Lamwo starts barley, wheat growing

Ministry of Works officials inspect the Aringa bridge in Lamwo District last week before it was handed over to government. PHOTO BY STEPHEN OTAGE

LAMWO.

Authorities in Lamwo have said the district will start trials of commercial wheat and barley growing this season following the completion of the Agoro Irrigation Scheme.

The scheme was repaired with funding from the African Development Bank to the tune of Shs27 billion.
While commissioning the Aringa Bridge last week, Mr Matthew Ochen Akiya, the district chairperson, said Lamwo had been cut off from most parts of Uganda because of lack of direct access there, yet it is endowed with some of the little known but important tourist attractions, fertile soils and very good weather to support wheat and barley production.

No access
“We had been cut off from accessing the most fertile part of the district; the Ministry of Agriculture has confirmed to us that we can grow barley and wheat. We also have a tourist site where King George II of England stayed as he sought asylum to surrender during World War II; we want to build a big hotel there,” he said.

He added that so far the district has managed to register 650 farmers who own plots at Lotuturu Prisons Farm which has over 1,600 acres of land to support commercial agriculture as opposed to the traditional low yielding crops such as maize, millet, sorghum, simsim and beans, which are no longer reliable.

“We already have the Agoro-irrigation scheme.
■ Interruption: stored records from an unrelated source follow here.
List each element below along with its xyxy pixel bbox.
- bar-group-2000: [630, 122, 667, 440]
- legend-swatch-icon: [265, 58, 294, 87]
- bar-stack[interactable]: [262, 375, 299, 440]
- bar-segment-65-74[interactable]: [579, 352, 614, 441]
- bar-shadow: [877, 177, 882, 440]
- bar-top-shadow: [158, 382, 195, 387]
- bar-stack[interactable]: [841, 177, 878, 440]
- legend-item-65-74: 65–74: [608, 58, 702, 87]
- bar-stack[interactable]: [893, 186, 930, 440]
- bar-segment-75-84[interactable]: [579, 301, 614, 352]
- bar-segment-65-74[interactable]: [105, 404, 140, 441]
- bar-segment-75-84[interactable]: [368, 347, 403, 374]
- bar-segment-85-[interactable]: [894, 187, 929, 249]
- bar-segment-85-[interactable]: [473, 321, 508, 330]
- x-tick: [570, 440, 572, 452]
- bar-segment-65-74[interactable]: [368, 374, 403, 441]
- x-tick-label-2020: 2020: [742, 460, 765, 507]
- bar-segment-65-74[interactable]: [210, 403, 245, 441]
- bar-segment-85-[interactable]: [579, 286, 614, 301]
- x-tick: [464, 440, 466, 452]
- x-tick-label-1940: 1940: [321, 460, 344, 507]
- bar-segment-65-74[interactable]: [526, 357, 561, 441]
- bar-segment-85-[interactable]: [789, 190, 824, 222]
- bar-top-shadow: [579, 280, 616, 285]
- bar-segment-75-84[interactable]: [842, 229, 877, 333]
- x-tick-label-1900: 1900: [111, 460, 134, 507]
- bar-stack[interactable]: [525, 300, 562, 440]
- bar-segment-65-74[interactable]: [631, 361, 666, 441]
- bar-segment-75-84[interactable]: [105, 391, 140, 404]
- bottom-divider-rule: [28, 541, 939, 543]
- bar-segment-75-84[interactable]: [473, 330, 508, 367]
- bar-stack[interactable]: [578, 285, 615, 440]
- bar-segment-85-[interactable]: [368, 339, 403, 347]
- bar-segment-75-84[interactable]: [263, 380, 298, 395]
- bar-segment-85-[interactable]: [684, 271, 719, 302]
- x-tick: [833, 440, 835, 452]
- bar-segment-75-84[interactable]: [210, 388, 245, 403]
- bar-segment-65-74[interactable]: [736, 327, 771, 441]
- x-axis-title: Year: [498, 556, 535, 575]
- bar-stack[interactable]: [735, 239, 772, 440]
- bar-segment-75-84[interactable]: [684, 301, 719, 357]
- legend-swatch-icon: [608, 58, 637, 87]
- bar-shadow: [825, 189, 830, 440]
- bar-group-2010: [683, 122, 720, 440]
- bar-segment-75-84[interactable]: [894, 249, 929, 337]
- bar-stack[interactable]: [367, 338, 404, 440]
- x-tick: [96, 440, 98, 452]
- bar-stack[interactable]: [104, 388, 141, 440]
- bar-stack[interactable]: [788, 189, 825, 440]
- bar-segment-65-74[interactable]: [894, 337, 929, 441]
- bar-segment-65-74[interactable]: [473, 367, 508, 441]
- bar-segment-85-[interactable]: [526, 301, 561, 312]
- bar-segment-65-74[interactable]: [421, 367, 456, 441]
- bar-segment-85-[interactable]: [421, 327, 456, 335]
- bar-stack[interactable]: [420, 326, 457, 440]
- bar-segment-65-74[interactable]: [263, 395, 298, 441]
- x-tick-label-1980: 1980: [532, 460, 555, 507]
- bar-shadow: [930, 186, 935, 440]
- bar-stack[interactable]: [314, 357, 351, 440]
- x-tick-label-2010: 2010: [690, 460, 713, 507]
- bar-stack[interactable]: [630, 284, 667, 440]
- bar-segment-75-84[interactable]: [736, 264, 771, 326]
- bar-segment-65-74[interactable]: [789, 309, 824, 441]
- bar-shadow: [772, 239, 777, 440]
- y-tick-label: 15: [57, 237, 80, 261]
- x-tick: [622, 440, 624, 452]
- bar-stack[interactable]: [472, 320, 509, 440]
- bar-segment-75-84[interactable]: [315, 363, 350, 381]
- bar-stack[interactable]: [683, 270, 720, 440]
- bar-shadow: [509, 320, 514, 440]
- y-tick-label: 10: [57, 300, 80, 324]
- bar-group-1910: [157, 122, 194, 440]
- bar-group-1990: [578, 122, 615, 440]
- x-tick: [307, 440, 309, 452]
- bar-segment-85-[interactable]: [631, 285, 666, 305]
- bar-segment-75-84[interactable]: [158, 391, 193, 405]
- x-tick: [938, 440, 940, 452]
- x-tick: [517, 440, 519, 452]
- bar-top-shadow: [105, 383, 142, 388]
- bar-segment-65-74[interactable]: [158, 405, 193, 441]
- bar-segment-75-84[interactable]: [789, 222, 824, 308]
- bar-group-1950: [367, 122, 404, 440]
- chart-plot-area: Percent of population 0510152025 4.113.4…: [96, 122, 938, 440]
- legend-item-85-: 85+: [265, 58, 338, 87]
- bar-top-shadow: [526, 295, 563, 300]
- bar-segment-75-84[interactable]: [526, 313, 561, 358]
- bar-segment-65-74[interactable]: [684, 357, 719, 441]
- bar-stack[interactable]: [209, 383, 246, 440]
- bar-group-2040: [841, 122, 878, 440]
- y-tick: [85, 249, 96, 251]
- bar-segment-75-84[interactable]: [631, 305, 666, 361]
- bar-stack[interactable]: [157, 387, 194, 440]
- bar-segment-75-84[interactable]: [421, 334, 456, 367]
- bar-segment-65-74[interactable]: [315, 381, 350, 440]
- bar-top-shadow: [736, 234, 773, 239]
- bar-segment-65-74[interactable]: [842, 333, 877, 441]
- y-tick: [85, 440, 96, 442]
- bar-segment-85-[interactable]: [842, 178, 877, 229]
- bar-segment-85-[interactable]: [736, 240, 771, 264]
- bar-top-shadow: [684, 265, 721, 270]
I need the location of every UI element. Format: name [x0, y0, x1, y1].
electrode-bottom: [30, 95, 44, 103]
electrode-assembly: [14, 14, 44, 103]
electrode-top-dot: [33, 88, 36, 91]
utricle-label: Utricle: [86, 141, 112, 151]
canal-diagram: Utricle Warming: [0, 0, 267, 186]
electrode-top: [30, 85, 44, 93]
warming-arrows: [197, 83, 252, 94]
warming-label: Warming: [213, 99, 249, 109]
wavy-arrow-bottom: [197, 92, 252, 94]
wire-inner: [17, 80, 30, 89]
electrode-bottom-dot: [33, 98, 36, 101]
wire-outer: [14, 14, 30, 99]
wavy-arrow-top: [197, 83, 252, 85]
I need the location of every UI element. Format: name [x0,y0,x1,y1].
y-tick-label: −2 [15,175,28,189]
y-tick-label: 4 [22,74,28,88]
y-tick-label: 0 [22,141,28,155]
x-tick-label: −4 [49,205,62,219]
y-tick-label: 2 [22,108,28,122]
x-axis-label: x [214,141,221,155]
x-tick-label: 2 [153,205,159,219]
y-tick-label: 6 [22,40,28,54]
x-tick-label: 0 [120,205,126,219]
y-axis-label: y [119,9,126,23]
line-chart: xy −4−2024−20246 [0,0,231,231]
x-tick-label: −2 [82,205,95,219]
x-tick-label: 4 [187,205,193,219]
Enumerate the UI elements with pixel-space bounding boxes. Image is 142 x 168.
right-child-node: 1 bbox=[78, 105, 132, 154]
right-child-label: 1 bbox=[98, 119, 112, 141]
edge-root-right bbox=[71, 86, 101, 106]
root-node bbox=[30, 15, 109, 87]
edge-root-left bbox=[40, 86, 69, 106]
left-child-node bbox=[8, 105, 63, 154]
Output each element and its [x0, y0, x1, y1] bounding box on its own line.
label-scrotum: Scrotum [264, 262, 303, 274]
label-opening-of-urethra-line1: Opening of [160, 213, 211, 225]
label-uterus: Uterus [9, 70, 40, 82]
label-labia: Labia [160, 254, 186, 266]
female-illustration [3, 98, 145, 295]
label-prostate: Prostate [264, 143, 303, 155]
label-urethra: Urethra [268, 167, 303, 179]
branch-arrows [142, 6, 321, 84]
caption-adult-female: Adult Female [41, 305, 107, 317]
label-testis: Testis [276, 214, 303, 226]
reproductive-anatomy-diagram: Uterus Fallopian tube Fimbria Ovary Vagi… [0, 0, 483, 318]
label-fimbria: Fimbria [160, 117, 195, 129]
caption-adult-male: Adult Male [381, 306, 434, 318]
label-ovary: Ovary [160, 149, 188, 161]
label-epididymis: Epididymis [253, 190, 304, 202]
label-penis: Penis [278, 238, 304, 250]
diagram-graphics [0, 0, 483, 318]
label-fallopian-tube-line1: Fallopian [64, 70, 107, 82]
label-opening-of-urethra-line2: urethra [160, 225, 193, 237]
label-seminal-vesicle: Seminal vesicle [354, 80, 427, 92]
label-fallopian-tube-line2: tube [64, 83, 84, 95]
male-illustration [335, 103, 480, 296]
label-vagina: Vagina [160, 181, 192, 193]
Our coffee has been proved to do very well and fire has failed to destroy it in the last many years and the fruit has proved to be best in the country,” he said.

Aringa Bridge is among the six bridges that Multiplex, a local construction company, has built in Acholi Sub-region to open up access to the region to support internal trade and commerce within the region.
The bridge project was financed by the Japanese government at the cost of $4m (about Shs10 billion).

According to Mr Ochen Akiya, the bridge opens up Lamwo District which was the entry and exit point during the Kony war to the rest of the world.